Statisticians as a group have always kind of flown under the radar, perceived as boring number-crunchers even geekier than accountants who are constantly going on about confidence intervals and accuracy within plus or minus three percentage points.
That is, until the Tory government dropped its inexplicable bombshell decision this month to abolish the mandatory long-form census in favour of a voluntary version.
The public outcry over this move, fuelled in large part by the angry resignation of the head of StatsCan, has all of a sudden made the statistician into a folk hero, a lone crusader for level-headed facts in the face of a government that seems to think that listening to the people is, well, voluntary.
Kevin Liban in the National Post hits the nail on the head on the Harper government’s failures:
But after four and half years of governing Canada, the Prime Minister still doesn’t know how, or maybe, care to, go through the tactful political efforts it takes to win friends and influence people. This is, and appears destined to remain, his weakness, believes Tom Flanagan, the University of Calgary political scientist and Mr. Harper’s former chief of staff and organizer. There was the sudden, surprise announcement to cancel taxpayer funding to parties — which almost brought down the government; the sudden, surprise announcement to cancel subsidies to Quebec artists, that may have cost him a majority government; the sudden, surprise announcement to prorogue Parliament. All without warning; all without consultation; all without properly preparing the ground in advance with notice, persuasion and rationale.

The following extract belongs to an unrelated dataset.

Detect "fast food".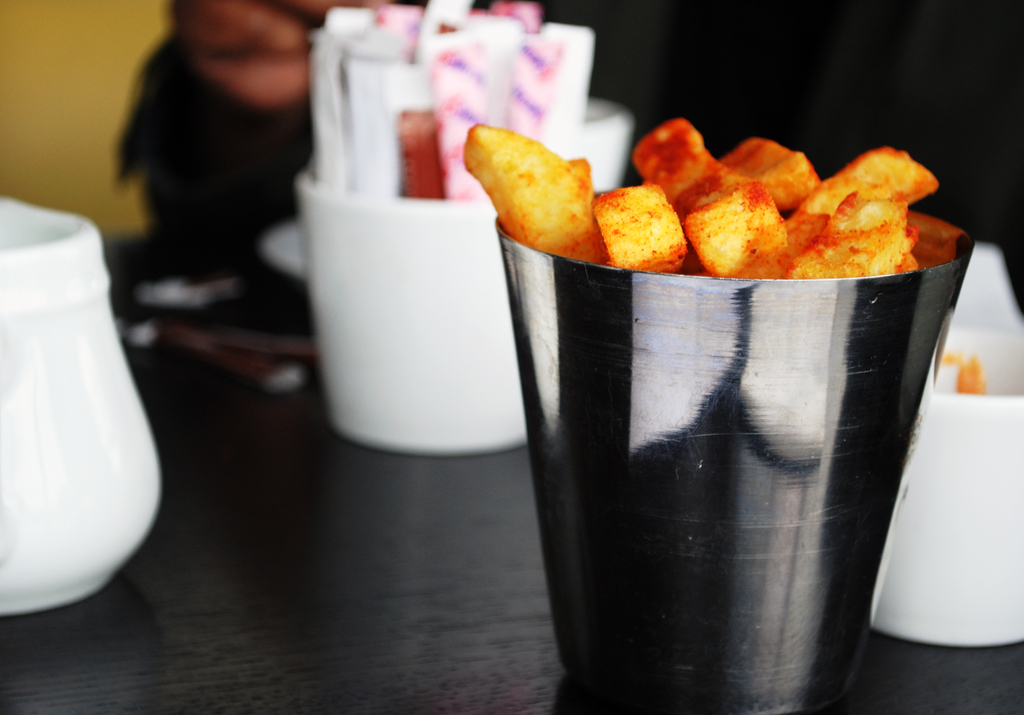
Detected at region(452, 131, 916, 276).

In this case, the government doesn’t seem to have any rationale – at least not any rationale that makes sense or that stands up to the smallest amount of scrutiny. And this decision, which comes out of nowhere and will have ramifications for years to come, has made us a laughingstock in the world and has sparked angry protests from all sides of the political spectrum.
It’s not even a budgetary move. The government wants to send out an additional 10,000 forms to compensate for less people filling them out. In addition to clearly never having taken a statistics class, Tony Clement must have failed basic arithmetic, because sending out all those extra forms will cost more money, not less.
Here are links to an online petition and a Facebook page that have set up to protest the Harper government’s decision.
And, for the West Wing fans, see Sam explain the (U.S.) census to CJ in a classic episode here:
Update 8/4: The new census policy is being challenged in court:
A French-Canadian group has launched a legal attack on multiple fronts against the federal government’s move to scrap the mandatory long-form census.The group has not only asked Federal Court to void the Harper government’s new policy, but also wants an injunction that would keep the new type of census from being distributed this year.
It is also asking the court to fast-track its case so that it can be heard by mid-October, before the government distributes the 2011 census.
I can't decide whether this was a Machiavellian plot to make the census data useless and irrelevant so the Conservatives would no longer have inconvenient data about political and social needs they disagree with, or whether this was simply gross incompetence on the same level as that bank robber who thought that rubbing lemon juice on his face would make himself invisible to CCTV cameras.